When we spent three days in the Ebro Delta filming our first documentary, we learned things that don't exist in any database. A brewer in Barcelona ages his oyster stout submerged in the Delta's bay for six months. A family has been milling rice with 19th-century wooden machinery for three generations, producing a grain that isn't sold in supermarkets. Someone a few kilometres away is fermenting sake from locally grown river rice. None of this came from research. It came from showing up.
The Timing Problem
AI can tell you that the Ebro Delta has flamingos. It cannot tell you that the campsite gates lock at night, meaning you need to park your car outside the evening before if you want to reach the lagoons before dawn for the best light. It cannot tell you that the kitchen at one of the region's best restaurants closes at 15:30 even though the dining room stays open until 17:00. It cannot tell you that a specific tasting experience is only available on Sunday mornings, or that a private boat tour requires a minimum number of passengers and often doesn't run at all in February.

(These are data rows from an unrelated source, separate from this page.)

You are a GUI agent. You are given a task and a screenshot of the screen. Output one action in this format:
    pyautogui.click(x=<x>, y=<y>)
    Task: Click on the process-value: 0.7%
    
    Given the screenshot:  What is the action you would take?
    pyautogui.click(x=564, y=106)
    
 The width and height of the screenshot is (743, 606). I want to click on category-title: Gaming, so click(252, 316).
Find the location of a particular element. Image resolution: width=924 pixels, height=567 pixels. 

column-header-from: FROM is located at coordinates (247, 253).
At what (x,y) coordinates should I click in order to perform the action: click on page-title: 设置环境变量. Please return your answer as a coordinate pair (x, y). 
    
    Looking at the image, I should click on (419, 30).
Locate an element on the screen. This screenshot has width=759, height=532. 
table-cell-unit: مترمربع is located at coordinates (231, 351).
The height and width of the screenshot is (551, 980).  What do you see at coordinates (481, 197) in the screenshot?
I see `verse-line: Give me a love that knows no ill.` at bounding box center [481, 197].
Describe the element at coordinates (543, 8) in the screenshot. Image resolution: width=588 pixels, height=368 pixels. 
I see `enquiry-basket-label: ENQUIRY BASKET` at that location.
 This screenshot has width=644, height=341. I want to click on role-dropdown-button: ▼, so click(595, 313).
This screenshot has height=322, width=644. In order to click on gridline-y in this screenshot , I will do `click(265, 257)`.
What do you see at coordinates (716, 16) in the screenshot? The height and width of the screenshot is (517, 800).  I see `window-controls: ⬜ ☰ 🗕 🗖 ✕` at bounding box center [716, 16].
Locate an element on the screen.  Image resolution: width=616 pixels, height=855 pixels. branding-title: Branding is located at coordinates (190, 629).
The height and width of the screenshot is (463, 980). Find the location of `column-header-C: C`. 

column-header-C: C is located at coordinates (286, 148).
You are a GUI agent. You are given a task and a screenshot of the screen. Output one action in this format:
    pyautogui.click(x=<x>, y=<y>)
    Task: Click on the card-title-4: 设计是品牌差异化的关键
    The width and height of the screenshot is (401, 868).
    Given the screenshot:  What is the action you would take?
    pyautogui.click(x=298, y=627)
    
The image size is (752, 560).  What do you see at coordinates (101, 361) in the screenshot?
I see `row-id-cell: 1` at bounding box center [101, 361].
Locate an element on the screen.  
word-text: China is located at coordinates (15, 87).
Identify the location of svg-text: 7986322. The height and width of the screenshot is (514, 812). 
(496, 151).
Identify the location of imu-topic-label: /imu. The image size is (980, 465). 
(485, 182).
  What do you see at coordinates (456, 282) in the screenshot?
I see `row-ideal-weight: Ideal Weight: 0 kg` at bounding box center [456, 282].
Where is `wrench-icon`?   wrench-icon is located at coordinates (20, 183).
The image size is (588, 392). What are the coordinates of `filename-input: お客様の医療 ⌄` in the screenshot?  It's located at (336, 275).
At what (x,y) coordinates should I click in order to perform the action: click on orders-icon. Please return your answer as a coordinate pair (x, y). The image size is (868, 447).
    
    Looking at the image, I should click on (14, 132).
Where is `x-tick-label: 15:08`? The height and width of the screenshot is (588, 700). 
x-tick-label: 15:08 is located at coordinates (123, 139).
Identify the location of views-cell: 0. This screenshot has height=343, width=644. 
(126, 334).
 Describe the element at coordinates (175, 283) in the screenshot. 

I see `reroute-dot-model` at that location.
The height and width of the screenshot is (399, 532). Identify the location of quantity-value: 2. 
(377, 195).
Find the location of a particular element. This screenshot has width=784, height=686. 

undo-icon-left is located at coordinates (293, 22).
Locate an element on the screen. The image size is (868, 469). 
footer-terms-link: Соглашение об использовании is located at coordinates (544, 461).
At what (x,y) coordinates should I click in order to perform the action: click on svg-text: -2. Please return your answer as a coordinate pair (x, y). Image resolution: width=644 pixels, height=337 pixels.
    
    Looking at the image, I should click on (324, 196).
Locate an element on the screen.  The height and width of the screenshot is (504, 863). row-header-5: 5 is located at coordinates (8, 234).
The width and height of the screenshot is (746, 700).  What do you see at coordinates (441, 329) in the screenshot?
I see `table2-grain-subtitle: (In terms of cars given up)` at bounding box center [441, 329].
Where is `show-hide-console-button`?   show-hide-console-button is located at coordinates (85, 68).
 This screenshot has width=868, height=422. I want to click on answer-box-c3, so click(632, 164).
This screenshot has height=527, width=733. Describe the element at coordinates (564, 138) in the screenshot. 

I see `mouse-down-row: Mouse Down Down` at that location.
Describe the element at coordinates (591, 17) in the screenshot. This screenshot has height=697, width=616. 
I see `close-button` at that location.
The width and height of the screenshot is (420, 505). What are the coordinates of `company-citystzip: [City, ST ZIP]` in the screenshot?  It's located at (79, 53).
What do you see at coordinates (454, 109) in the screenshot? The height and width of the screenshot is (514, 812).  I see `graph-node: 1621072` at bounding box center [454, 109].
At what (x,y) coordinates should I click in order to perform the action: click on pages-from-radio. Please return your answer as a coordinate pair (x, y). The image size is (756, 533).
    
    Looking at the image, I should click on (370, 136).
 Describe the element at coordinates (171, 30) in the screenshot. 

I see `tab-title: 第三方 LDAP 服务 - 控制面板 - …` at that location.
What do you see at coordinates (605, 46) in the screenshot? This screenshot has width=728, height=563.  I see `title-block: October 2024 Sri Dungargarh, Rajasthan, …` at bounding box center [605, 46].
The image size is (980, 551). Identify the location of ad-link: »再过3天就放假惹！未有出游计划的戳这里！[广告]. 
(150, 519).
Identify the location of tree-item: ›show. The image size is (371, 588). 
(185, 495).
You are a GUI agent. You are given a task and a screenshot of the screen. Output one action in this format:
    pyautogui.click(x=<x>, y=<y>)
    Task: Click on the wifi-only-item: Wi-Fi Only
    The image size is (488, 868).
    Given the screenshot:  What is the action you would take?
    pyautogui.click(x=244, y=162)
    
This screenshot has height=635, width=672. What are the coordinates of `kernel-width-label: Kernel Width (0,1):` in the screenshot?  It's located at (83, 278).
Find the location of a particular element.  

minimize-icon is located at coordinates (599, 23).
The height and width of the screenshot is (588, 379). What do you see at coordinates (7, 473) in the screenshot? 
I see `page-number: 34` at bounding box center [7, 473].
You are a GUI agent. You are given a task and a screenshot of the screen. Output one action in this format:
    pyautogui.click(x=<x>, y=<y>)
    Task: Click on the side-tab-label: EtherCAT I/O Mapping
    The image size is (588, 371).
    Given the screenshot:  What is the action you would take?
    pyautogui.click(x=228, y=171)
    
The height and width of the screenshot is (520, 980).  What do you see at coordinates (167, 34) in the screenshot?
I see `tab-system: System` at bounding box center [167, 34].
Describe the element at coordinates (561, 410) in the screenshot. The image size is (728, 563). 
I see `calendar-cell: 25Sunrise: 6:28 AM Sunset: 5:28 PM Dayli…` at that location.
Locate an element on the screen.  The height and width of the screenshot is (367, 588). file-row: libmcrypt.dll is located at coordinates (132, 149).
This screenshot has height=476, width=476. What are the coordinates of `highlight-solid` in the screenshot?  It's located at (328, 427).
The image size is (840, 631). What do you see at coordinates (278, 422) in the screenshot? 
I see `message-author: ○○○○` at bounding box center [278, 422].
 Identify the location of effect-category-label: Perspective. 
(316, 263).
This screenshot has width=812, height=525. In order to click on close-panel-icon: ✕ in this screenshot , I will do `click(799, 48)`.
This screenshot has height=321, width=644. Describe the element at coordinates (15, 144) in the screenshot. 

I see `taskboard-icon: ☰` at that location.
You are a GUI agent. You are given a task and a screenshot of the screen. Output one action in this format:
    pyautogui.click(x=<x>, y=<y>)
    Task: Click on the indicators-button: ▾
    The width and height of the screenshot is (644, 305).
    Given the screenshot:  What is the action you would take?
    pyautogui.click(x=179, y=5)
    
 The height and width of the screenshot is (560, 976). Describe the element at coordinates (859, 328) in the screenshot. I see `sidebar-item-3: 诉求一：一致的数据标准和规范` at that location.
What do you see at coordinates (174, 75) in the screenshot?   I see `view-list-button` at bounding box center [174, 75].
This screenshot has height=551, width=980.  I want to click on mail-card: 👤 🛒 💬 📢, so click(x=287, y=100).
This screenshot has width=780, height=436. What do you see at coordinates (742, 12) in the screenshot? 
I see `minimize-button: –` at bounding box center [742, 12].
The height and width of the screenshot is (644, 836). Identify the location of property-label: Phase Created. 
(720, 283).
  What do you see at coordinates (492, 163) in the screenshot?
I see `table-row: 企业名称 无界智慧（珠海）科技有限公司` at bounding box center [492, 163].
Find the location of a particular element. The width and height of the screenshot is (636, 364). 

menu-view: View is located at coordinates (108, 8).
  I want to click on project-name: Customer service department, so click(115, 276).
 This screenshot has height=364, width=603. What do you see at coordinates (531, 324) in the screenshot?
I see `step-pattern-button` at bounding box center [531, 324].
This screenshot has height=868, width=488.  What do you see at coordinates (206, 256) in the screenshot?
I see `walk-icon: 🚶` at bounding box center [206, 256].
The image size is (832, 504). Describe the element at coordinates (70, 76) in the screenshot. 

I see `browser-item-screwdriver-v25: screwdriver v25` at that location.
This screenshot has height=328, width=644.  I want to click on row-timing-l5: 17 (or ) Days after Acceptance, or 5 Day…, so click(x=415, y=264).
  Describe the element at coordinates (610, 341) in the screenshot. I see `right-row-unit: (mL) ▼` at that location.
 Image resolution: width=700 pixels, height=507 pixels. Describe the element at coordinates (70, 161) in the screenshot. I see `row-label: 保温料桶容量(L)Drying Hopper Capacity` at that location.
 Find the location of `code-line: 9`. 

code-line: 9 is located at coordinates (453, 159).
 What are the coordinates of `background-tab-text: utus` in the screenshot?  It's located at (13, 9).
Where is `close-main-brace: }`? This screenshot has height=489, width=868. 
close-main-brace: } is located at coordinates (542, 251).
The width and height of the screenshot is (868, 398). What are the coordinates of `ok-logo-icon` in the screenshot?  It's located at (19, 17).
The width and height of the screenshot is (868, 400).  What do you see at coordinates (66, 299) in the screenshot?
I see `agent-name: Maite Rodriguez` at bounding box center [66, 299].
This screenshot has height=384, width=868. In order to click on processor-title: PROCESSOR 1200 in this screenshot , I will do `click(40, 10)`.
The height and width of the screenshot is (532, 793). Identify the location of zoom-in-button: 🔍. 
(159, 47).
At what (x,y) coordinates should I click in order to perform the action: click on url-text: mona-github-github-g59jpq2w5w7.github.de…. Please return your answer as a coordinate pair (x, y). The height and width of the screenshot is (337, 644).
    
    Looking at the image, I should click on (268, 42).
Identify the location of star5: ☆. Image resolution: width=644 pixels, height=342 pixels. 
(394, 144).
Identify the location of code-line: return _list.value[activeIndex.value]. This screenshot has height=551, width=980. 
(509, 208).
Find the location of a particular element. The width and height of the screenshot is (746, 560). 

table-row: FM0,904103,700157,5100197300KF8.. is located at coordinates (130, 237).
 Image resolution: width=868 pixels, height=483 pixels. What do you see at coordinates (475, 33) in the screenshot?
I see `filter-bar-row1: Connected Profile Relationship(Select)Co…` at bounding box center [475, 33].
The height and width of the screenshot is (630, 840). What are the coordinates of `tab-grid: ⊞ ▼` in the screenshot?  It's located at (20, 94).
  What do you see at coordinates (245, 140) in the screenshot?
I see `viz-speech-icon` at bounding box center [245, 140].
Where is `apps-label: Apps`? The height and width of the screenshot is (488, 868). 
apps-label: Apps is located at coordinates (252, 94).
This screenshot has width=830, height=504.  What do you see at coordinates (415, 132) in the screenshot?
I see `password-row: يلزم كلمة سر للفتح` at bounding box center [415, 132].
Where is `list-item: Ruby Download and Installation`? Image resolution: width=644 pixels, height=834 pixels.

These details sound small. They are not small. Getting them wrong means missing the thing entirely.

Operational knowledge of a place comes from being there repeatedly, talking to the people who run it, and paying attention to how it actually works rather than how it presents itself online. AI has access to the online version. The operational version lives in the heads of people who've done the fieldwork.
AI Produces Consensus, Not Curation
There is a structural reason why AI travel recommendations tend to converge on the same places. The model is trained on the collective output of travel writing, which is itself heavily skewed toward the places that already get covered. Popular places get written about more, which makes them more visible to the model, which makes them more likely to appear in recommendations.

The result is a feedback loop that continuously surfaces the same destinations, the same restaurants, the same itineraries. AI is very good at telling you what everyone else has already done.

If that's what you want, it works perfectly. If you've already done what everyone else has done and you're looking for something past that, the model hits a wall.

This isn't a solvable problem with better AI. It's an inherent property of how recommendation systems work when trained on popularity signals. The things worth finding are, by nature, underrepresented in the data.
Where AI Is Actually Useful
In the interest of intellectual honesty, there are things AI does well for trip planning.

It is good at logistics frameworks. Flight connections, visa requirements, rough budget estimates, and general information about transport infrastructure. These are factual, well-documented, and AI handles them efficiently.

It is good for first-pass research for completely unfamiliar destinations. If you know nothing about a place, a ChatGPT overview is a reasonable starting point for orientation before you go deeper.

It is good at answering specific factual questions. Opening hours, entry fees, and address lookups. The kind of thing you'd use Google for anyway.

What it is not good at is the judgment layer. Deciding which four places out of fifty are worth your weekend. Understanding why the timing of your visit matters more than the itinerary. Knowing what to order, who to ask for, and what you'll miss if you follow the standard route.

That judgment layer is what we build into every VIANÉDITA guide. It comes from documentary expeditions, real interviews, and the specific knowledge that only exists in people who've spent time in a place on purpose.
The Question Worth Asking
The next time you use AI to plan a trip, it is worth asking yourself one question: Is this telling me something I couldn't have found in thirty seconds on Google, or is it reorganising information that already existed into a format that looks new?

If the answer is the second one, you're not getting a curated perspective. You're getting a well-formatted summary of the consensus.

That might be exactly what you need. But if you've been to enough places to recognise the feeling of a consensus recommendation, you probably already know the difference.
VIANÉDITA guides are built from documentary expeditions through overlooked Spain and France. Each recommendation is a decision made on the ground, not a data point pulled from a review aggregate.